Paul Yew and others,

There are a number of Committee members that are concerned about (and,
indeed, have serious reservations about) the probable side effects of
superimposing comparatively high current DC on the signaling pairs. To date
we have had no systematic demonstration by Cisco or anyone else that this
arrangement is benign, and one of the charter items for the Committee is
that the DC powering scheme chosen "shall not degrade the transmission
environment".

And, as it happens, Cisco apparently did not choose to adopt some of the
isolation requirements that the Committee reaffirmed from existing 802.3
standards.

So it isn't quite such an opened-and-closed book situation as the marketing
hype would have you believe.
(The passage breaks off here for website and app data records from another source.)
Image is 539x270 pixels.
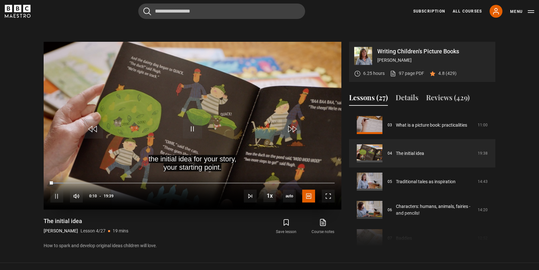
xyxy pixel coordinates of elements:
[396,92,419,106] button: Details
[100,194,101,198] span: -
[264,189,276,202] button: Playback Rate
[378,57,491,64] p: [PERSON_NAME]
[113,227,128,234] p: 19 mins
[426,92,470,106] button: Reviews (429)
[268,217,305,236] button: Save lesson
[44,42,342,209] video-js: Video Player
[396,178,456,185] a: Traditional tales as inspiration
[396,122,467,128] a: What is a picture book: practicalities
[44,227,78,234] p: [PERSON_NAME]
[104,190,114,202] span: 19:39
[283,189,296,202] span: auto
[50,189,63,202] button: Pause
[439,70,457,77] p: 4.8 (429)
[378,48,491,54] p: Writing Children's Picture Books
[244,189,257,202] button: Next Lesson
[70,189,83,202] button: Mute
[89,190,97,202] span: 0:10
[453,8,482,14] a: All Courses
[414,8,445,14] a: Subscription
[363,70,385,77] p: 6.25 hours
[44,242,342,249] p: How to spark and develop original ideas children will love.
[349,92,388,106] button: Lessons (27)
[50,182,335,184] div: Progress Bar
[510,8,535,15] button: Toggle navigation
[305,217,342,236] a: Course notes
[396,150,424,157] a: The initial idea
[81,227,106,234] p: Lesson 4/27
[390,70,424,77] a: 97 page PDF
[138,4,305,19] input: Search
[396,203,474,216] a: Characters: humans, animals, fairies - and pencils!
[44,217,128,225] h1: The initial idea
[322,189,335,202] button: Fullscreen
[5,5,31,18] svg: BBC Maestro
[302,189,315,202] button: Captions
[144,7,151,15] button: Submit the search query
[283,189,296,202] div: Current quality: 720p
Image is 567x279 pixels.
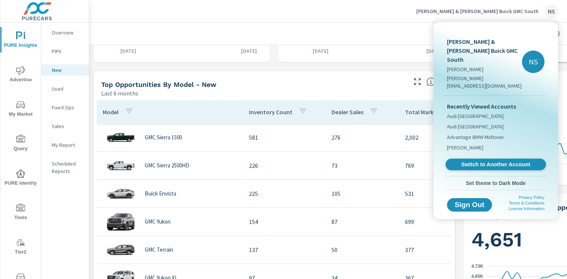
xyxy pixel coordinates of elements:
[445,159,546,171] a: Switch to Another Account
[447,112,504,120] span: Audi [GEOGRAPHIC_DATA]
[447,123,504,130] span: Audi [GEOGRAPHIC_DATA]
[447,198,492,212] button: Sign Out
[509,201,544,205] a: Terms & Conditions
[450,161,541,168] span: Switch to Another Account
[444,177,547,190] button: Set theme to Dark Mode
[447,102,544,111] p: Recently Viewed Accounts
[519,195,544,200] a: Privacy Policy
[453,202,486,208] span: Sign Out
[447,37,522,64] p: [PERSON_NAME] & [PERSON_NAME] Buick GMC South
[522,51,544,73] div: NS
[447,75,522,90] p: [PERSON_NAME][EMAIL_ADDRESS][DOMAIN_NAME]
[447,66,522,73] p: [PERSON_NAME]
[447,180,544,187] span: Set theme to Dark Mode
[447,144,483,151] span: [PERSON_NAME]
[447,133,504,141] span: Advantage BMW Midtown
[508,207,544,211] a: License Information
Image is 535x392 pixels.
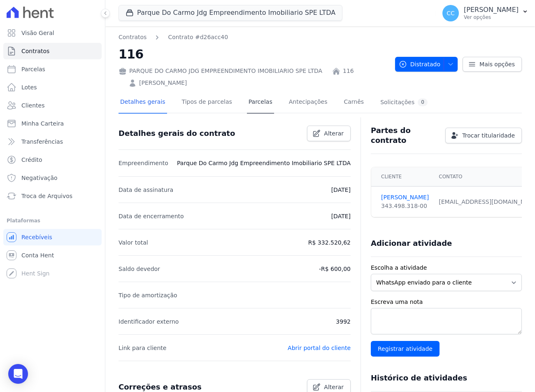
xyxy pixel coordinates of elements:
a: Detalhes gerais [118,92,167,113]
span: Alterar [324,383,344,391]
div: PARQUE DO CARMO JDG EMPREENDIMENTO IMOBILIARIO SPE LTDA [118,67,322,75]
p: Tipo de amortização [118,290,178,300]
h3: Correções e atrasos [118,382,202,392]
span: Transferências [22,138,63,146]
a: 116 [343,67,354,75]
span: Lotes [22,83,37,91]
button: Parque Do Carmo Jdg Empreendimento Imobiliario SPE LTDA [118,5,342,21]
h3: Partes do contrato [371,125,439,146]
a: Contratos [118,33,147,42]
span: Minha Carteira [22,119,64,127]
a: Abrir portal do cliente [288,345,351,351]
a: Troca de Arquivos [4,188,102,204]
a: Negativação [4,170,102,186]
button: CC [PERSON_NAME] Ver opções [436,2,535,25]
a: Minha Carteira [4,115,102,132]
a: Crédito [4,152,102,168]
a: Transferências [4,134,102,150]
span: Trocar titularidade [462,132,515,140]
span: Clientes [22,101,45,109]
span: Negativação [22,174,58,182]
a: Recebíveis [4,229,102,245]
h2: 116 [118,45,388,63]
label: Escreva uma nota [371,298,522,306]
div: Plataformas [7,216,98,226]
a: Visão Geral [4,25,102,41]
span: Troca de Arquivos [22,192,72,200]
p: Identificador externo [118,317,179,326]
h3: Detalhes gerais do contrato [118,128,235,139]
div: 0 [418,98,428,106]
button: Distratado [395,57,458,72]
input: Registrar atividade [371,341,440,356]
a: Alterar [307,125,351,141]
p: -R$ 600,00 [319,264,351,274]
p: Data de assinatura [118,185,173,195]
a: [PERSON_NAME] [381,193,429,202]
a: Contrato #d26acc40 [168,33,228,42]
p: [DATE] [331,211,351,221]
nav: Breadcrumb [118,33,388,42]
p: Data de encerramento [118,211,184,221]
label: Escolha a atividade [371,264,522,272]
nav: Breadcrumb [118,33,228,42]
span: Mais opções [480,60,515,68]
p: Empreendimento [118,158,167,168]
span: Crédito [22,156,42,164]
div: Open Intercom Messenger [8,364,28,383]
p: R$ 332.520,62 [308,237,351,247]
a: Parcelas [4,61,102,77]
p: [DATE] [331,185,351,195]
span: Visão Geral [22,29,54,37]
span: Distratado [399,57,441,72]
p: Ver opções [464,14,519,21]
th: Cliente [371,167,434,187]
div: 343.498.318-00 [381,202,429,210]
a: Mais opções [463,57,522,72]
span: CC [447,11,455,16]
span: Recebíveis [22,233,52,241]
a: Lotes [4,79,102,95]
p: [PERSON_NAME] [464,6,519,14]
span: Alterar [324,129,344,138]
span: Parcelas [22,65,45,73]
span: Contratos [22,47,49,55]
span: Conta Hent [22,251,54,259]
a: Trocar titularidade [446,127,522,143]
p: Link para cliente [118,343,166,353]
p: 3992 [336,317,351,326]
a: Parcelas [247,92,274,113]
a: Conta Hent [4,247,102,264]
a: [PERSON_NAME] [139,79,187,87]
p: Saldo devedor [118,264,160,274]
a: Antecipações [288,92,329,113]
h3: Histórico de atividades [371,373,467,383]
a: Tipos de parcelas [180,92,234,113]
p: Valor total [118,237,148,247]
a: Contratos [4,43,102,59]
a: Solicitações0 [379,92,430,113]
a: Carnês [342,92,365,113]
h3: Adicionar atividade [371,238,452,248]
a: Clientes [4,97,102,113]
div: Solicitações [380,98,428,106]
p: Parque Do Carmo Jdg Empreendimento Imobiliario SPE LTDA [177,158,351,168]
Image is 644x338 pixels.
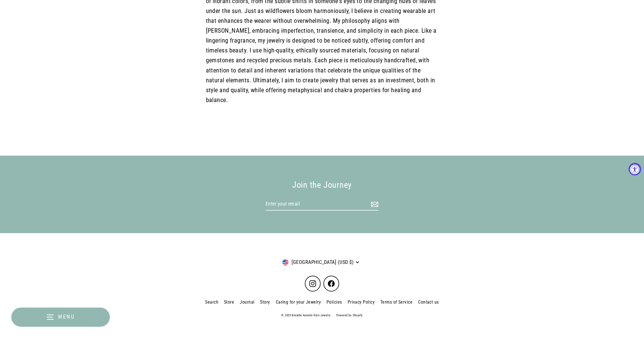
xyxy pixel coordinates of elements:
[279,313,333,317] span: © 2025 Breathe Autumn Rain Jewelry
[58,313,75,320] span: Menu
[140,178,504,192] div: Join the Journey
[629,162,641,175] button: Accessibility Widget, click to open
[257,297,273,307] a: Story
[237,297,257,307] a: Journal
[11,308,110,326] button: Menu
[282,256,362,268] button: [GEOGRAPHIC_DATA] (USD $)
[415,297,442,307] a: Contact us
[202,297,221,307] a: Search
[266,197,379,211] input: Enter your email
[273,297,324,307] a: Caring for your Jewelry
[324,297,345,307] a: Policies
[289,258,354,266] span: [GEOGRAPHIC_DATA] (USD $)
[345,297,378,307] a: Privacy Policy
[221,297,237,307] a: Store
[336,313,363,317] a: Powered by Shopify
[378,297,415,307] a: Terms of Service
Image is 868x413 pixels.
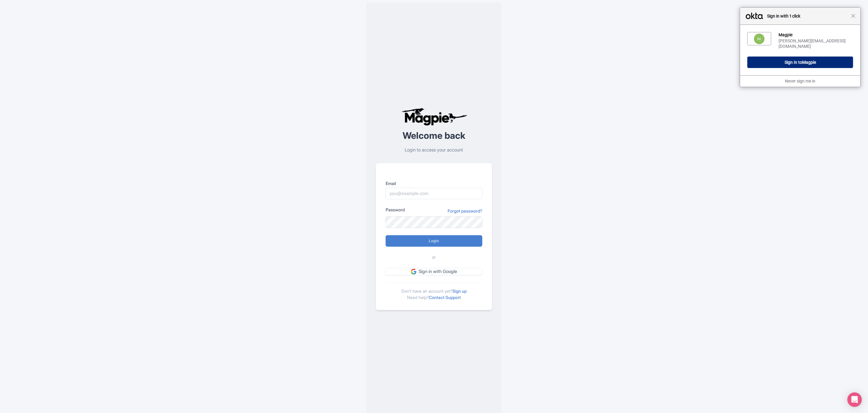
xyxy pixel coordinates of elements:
h2: Welcome back [376,131,492,140]
button: Sign In toMagpie [747,57,853,68]
div: Don't have an account yet? Need help? [385,282,482,301]
img: google.svg [411,269,416,274]
a: Sign up [452,288,467,293]
a: Forgot password? [448,208,482,214]
label: Password [385,206,405,213]
a: Never sign me in [785,78,815,84]
a: Contact Support [429,294,461,300]
p: Login to access your account [376,147,492,154]
input: you@example.com [385,188,482,199]
div: Magpie [778,32,853,37]
img: logo-ab69f6fb50320c5b225c76a69d11143b.png [400,108,468,126]
span: Magpie [802,60,816,65]
div: [PERSON_NAME][EMAIL_ADDRESS][DOMAIN_NAME] [778,38,853,49]
span: or [432,254,436,261]
a: Sign in with Google [385,268,482,276]
span: Sign in with 1 click [764,13,851,19]
span: Close [851,14,855,18]
img: fs0p0l10ce8En5RB30x7 [754,34,764,44]
label: Email [385,180,482,187]
div: Open Intercom Messenger [847,392,862,407]
input: Login [385,235,482,247]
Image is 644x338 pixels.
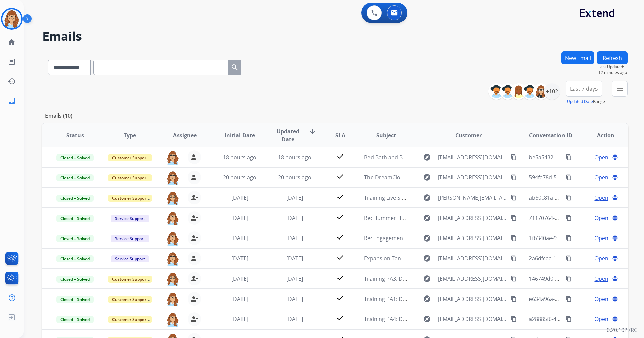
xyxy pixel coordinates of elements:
span: Customer Support [108,154,152,161]
span: Closed – Solved [56,154,93,161]
button: Updated Date [567,99,593,104]
span: [EMAIL_ADDRESS][DOMAIN_NAME] [438,173,507,182]
span: Range [567,98,605,104]
span: Last 7 days [570,88,598,90]
span: Closed – Solved [56,316,93,323]
img: agent-avatar [166,312,179,326]
mat-icon: language [612,195,618,201]
mat-icon: content_copy [565,276,571,282]
p: 0.20.1027RC [606,326,637,334]
span: Bed Bath and Beyond Barstool Claim Update [364,154,477,161]
span: Customer Support [108,276,152,283]
mat-icon: content_copy [511,174,517,180]
span: a28885f6-4452-4550-bdf5-34d5506ce122 [529,315,631,323]
button: Refresh [597,51,628,64]
mat-icon: language [612,215,618,221]
mat-icon: check [336,193,344,201]
mat-icon: content_copy [511,276,517,282]
mat-icon: content_copy [511,316,517,322]
span: Customer Support [108,195,152,202]
mat-icon: explore [423,275,431,283]
span: Type [124,131,136,139]
span: Last Updated: [598,64,628,70]
span: Closed – Solved [56,215,93,222]
span: 20 hours ago [223,174,256,181]
mat-icon: person_remove [190,295,199,303]
button: New Email [561,51,594,64]
span: Open [594,234,608,242]
mat-icon: person_remove [190,173,199,182]
mat-icon: language [612,276,618,282]
img: agent-avatar [166,150,179,164]
span: Customer Support [108,316,152,323]
mat-icon: content_copy [565,316,571,322]
mat-icon: content_copy [565,296,571,302]
span: [DATE] [232,275,248,282]
mat-icon: language [612,255,618,261]
span: [DATE] [232,194,248,201]
span: [EMAIL_ADDRESS][DOMAIN_NAME] [438,315,507,323]
mat-icon: language [612,174,618,180]
mat-icon: person_remove [190,275,199,283]
span: 71170764-ea0d-49a7-b6f0-9bbe4a187b63 [529,214,633,222]
span: Closed – Solved [56,195,93,202]
span: ab60c81a-8d63-4946-b223-1fd6a6643377 [529,194,632,201]
img: agent-avatar [166,191,179,205]
mat-icon: content_copy [565,215,571,221]
mat-icon: home [8,38,16,46]
span: Customer [455,131,482,139]
span: Closed – Solved [56,255,93,263]
mat-icon: inbox [8,97,16,105]
span: [DATE] [232,315,248,323]
span: Open [594,254,608,263]
span: Customer Support [108,174,152,182]
mat-icon: language [612,316,618,322]
mat-icon: language [612,154,618,160]
span: Service Support [111,255,149,263]
span: [DATE] [286,234,303,242]
span: [PERSON_NAME][EMAIL_ADDRESS][PERSON_NAME][DOMAIN_NAME] [438,194,507,202]
span: Closed – Solved [56,235,93,242]
img: agent-avatar [166,231,179,245]
mat-icon: content_copy [511,296,517,302]
span: Open [594,153,608,161]
mat-icon: explore [423,153,431,161]
mat-icon: explore [423,214,431,222]
span: Service Support [111,215,149,222]
span: Closed – Solved [56,276,93,283]
mat-icon: explore [423,315,431,323]
span: Re: Engagement Ring Claim: additional information needed [364,234,514,242]
span: 20 hours ago [278,174,311,181]
span: Assignee [173,131,197,139]
mat-icon: content_copy [511,154,517,160]
span: Open [594,295,608,303]
span: 1fb340ae-9b11-44ac-842f-f46aa1f6bf02 [529,234,626,242]
img: agent-avatar [166,251,179,266]
span: Status [66,131,84,139]
span: [DATE] [286,315,303,323]
mat-icon: check [336,152,344,160]
mat-icon: explore [423,234,431,242]
span: [DATE] [286,295,303,303]
mat-icon: explore [423,173,431,182]
img: agent-avatar [166,272,179,286]
span: [EMAIL_ADDRESS][DOMAIN_NAME] [438,153,507,161]
span: Initial Date [225,131,255,139]
span: The DreamCloud Premier Claim Update [364,174,465,181]
span: Training Live Sim: Do Not Assign ([PERSON_NAME]) [364,194,492,201]
mat-icon: content_copy [511,255,517,261]
mat-icon: arrow_downward [308,127,317,135]
span: [DATE] [286,214,303,222]
span: 18 hours ago [278,154,311,161]
mat-icon: check [336,213,344,221]
mat-icon: check [336,273,344,282]
mat-icon: check [336,253,344,261]
span: [EMAIL_ADDRESS][DOMAIN_NAME] [438,214,507,222]
mat-icon: person_remove [190,315,199,323]
img: avatar [2,9,21,28]
mat-icon: content_copy [511,195,517,201]
span: [DATE] [286,255,303,262]
span: Open [594,214,608,222]
span: Open [594,194,608,202]
span: 18 hours ago [223,154,256,161]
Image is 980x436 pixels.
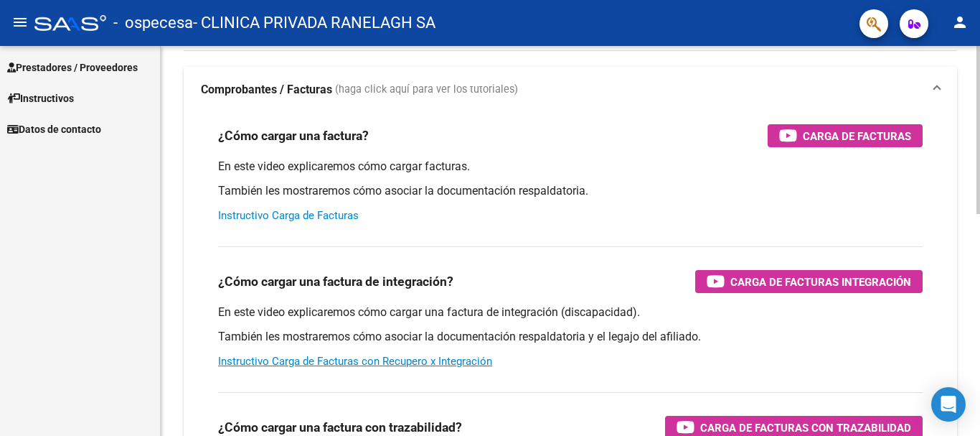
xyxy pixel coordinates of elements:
h3: ¿Cómo cargar una factura de integración? [218,272,453,292]
span: Carga de Facturas Integración [731,273,911,291]
h3: ¿Cómo cargar una factura? [218,126,368,146]
span: - CLINICA PRIVADA RANELAGH SA [193,7,436,39]
p: También les mostraremos cómo asociar la documentación respaldatoria y el legajo del afiliado. [218,329,923,345]
button: Carga de Facturas [768,124,923,147]
mat-icon: person [952,13,969,31]
p: También les mostraremos cómo asociar la documentación respaldatoria. [218,183,923,199]
span: Instructivos [7,90,74,106]
p: En este video explicaremos cómo cargar una factura de integración (discapacidad). [218,304,923,320]
span: Carga de Facturas [803,127,911,145]
span: Prestadores / Proveedores [7,59,138,75]
span: - ospecesa [113,7,193,39]
a: Instructivo Carga de Facturas con Recupero x Integración [218,355,492,368]
button: Carga de Facturas Integración [695,270,923,293]
strong: Comprobantes / Facturas [201,82,332,97]
span: Datos de contacto [7,121,102,137]
mat-icon: menu [11,13,28,31]
div: Open Intercom Messenger [931,387,966,422]
a: Instructivo Carga de Facturas [218,209,359,222]
p: En este video explicaremos cómo cargar facturas. [218,158,923,174]
span: (haga click aquí para ver los tutoriales) [335,82,518,97]
mat-expansion-panel-header: Comprobantes / Facturas (haga click aquí para ver los tutoriales) [184,67,957,112]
And the onus is on Cisco to provide enough
information to make their case, the "trust us" statements appearing here
notwithstanding.

At the March meeting Cisco asked the question "what do we have to do to
convince the Committee?". I have posted an answer to this at the IEEE
802.3af public web site:

	http://grouper.ieee.org/groups/802/3/af/public/mar00/index.html

It is titled "Recommended quantitative measurements of the parameters" and
is comprised of extracts from IEEE 802.3 and ANSI TP-PMD specifications.
These are the "numbers" that we all test our products against (hopefully)
and constitute the criteria for which ANY scheme (not just Cisco's) will
have to pass muster, in addition to the special requirements set forth by
the Committee.

I am sure that most of the Committee members are familiar with these
criteria, particularly in view of the fact that  many of the members
participated in the standards committees that drew up these requirements in
the first place.

A solid presentation of measurements of these parameters in an actual
operating system (with margins, not just PASS or FAIL results) would do a
lot to give the Committee sufficient information to evaluate the viability
of the Cisco design or any other that is proposed.